Would have been? EVs are exactly that. They’re great. Ones with range can easily replace cars with internal combustion engines for most use-cases. Usually costs me about $5 a month to keep mine charged.
Fully agree on LLMs being expensive messes that aren’t very useful, though.
Not the above poster, but I would say the cost. Modern EVs are designed to replace cars, and so cost the same or more, while being not quite as convenient for long trips.
We could have all had lightweight, city-speed but cheap, short-range EVs for a decade or two already if that was the approach taken. The battery requirements for 60kph and maybe 100km of range are super minimal, even before you go lighter. Like an order of magnitude smaller.
Might have worked if the street infra and laws allowed it.
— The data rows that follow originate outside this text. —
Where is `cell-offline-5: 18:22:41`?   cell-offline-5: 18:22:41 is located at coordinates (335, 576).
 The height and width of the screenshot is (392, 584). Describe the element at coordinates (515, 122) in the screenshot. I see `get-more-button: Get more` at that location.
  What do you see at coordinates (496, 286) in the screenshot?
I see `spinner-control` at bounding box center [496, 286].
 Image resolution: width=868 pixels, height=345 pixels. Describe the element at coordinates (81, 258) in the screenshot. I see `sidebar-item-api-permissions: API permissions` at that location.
Would have been super tough to pull off at the start, and a lot of people lack the parking for two different vehicles. I do remember some companies trying these, but there’s no where appropriate to drive them.
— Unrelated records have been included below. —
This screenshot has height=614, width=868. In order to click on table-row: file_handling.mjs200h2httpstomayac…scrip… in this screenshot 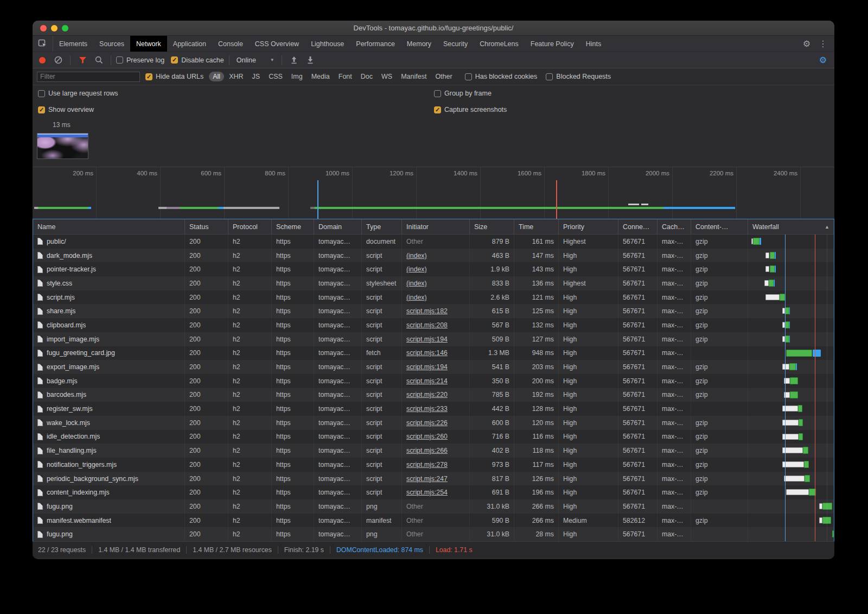, I will do `click(433, 451)`.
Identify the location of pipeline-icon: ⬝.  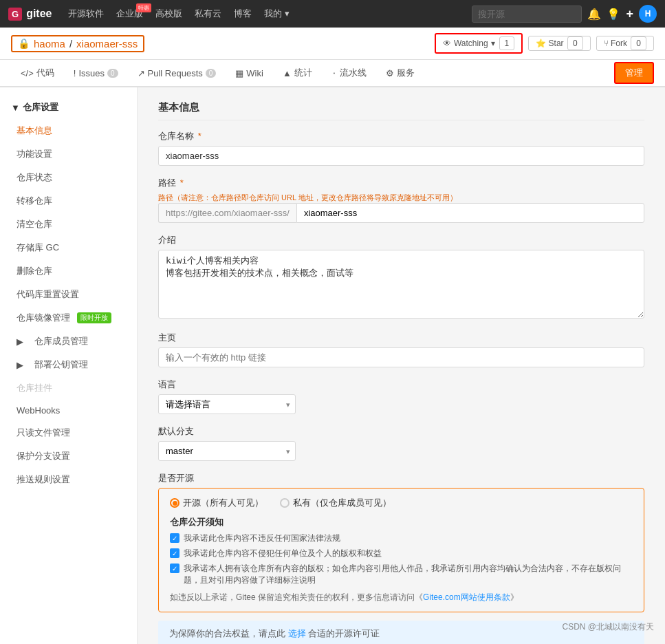
(334, 73).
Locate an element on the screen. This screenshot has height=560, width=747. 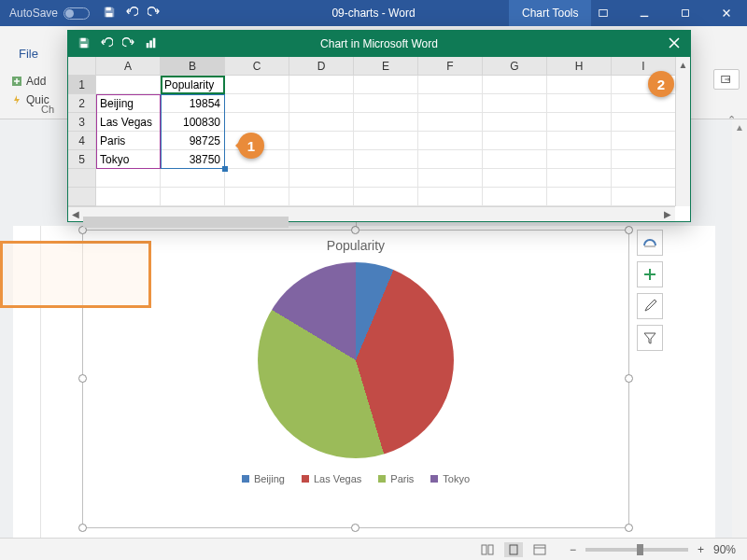
ribbon-display-icon is located at coordinates (603, 13).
How did they not see that coming? AI could have been a handy tool as a wingman handling small, repetitive tasks. Instead we get a giant mess that expensive and not terribly useful. To me it’s like EVs. Which would have been great second around town cars until the infrastructure could catch up.
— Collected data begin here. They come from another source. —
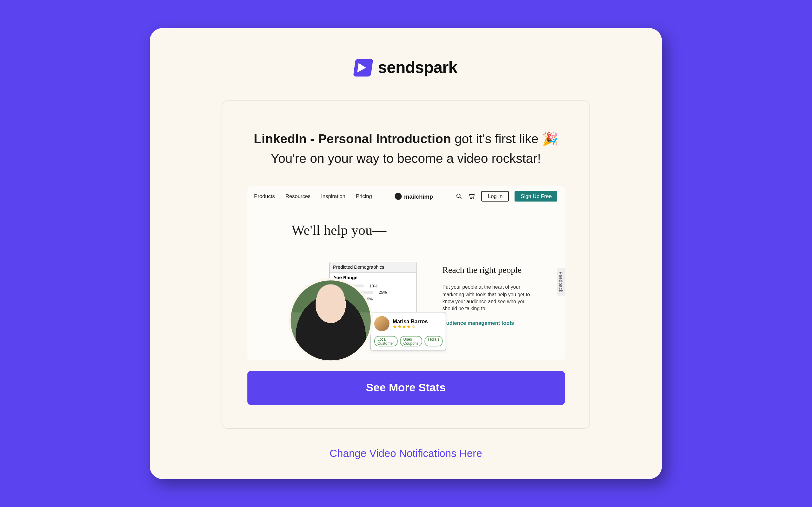 The height and width of the screenshot is (507, 812). What do you see at coordinates (434, 341) in the screenshot?
I see `user-tag: Florals` at bounding box center [434, 341].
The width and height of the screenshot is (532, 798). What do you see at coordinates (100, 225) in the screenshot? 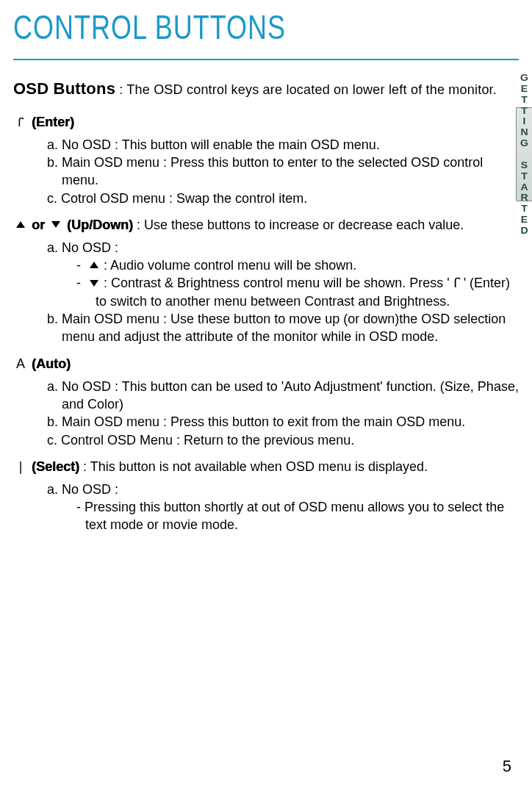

Would have been? EVs are exactly that. They’re great. Ones with range can easily replace cars with internal combustion engines for most use-cases. Usually costs me about $5 a month to keep mine charged.
Fully agree on LLMs being expensive messes that aren’t very useful, though.
Not the above poster, but I would say the cost. Modern EVs are designed to replace cars, and so cost the same or more, while being not quite as convenient for long trips.
We could have all had lightweight, city-speed but cheap, short-range EVs for a decade or two already if that was the approach taken. The battery requirements for 60kph and maybe 100km of range are super minimal, even before you go lighter. Like an order of magnitude smaller.
Might have worked if the street infra and laws allowed it. Would have been super tough to pull off at the start, and a lot of people lack the parking for two different vehicles. I do remember some companies trying these, but there’s no where appropriate to drive them.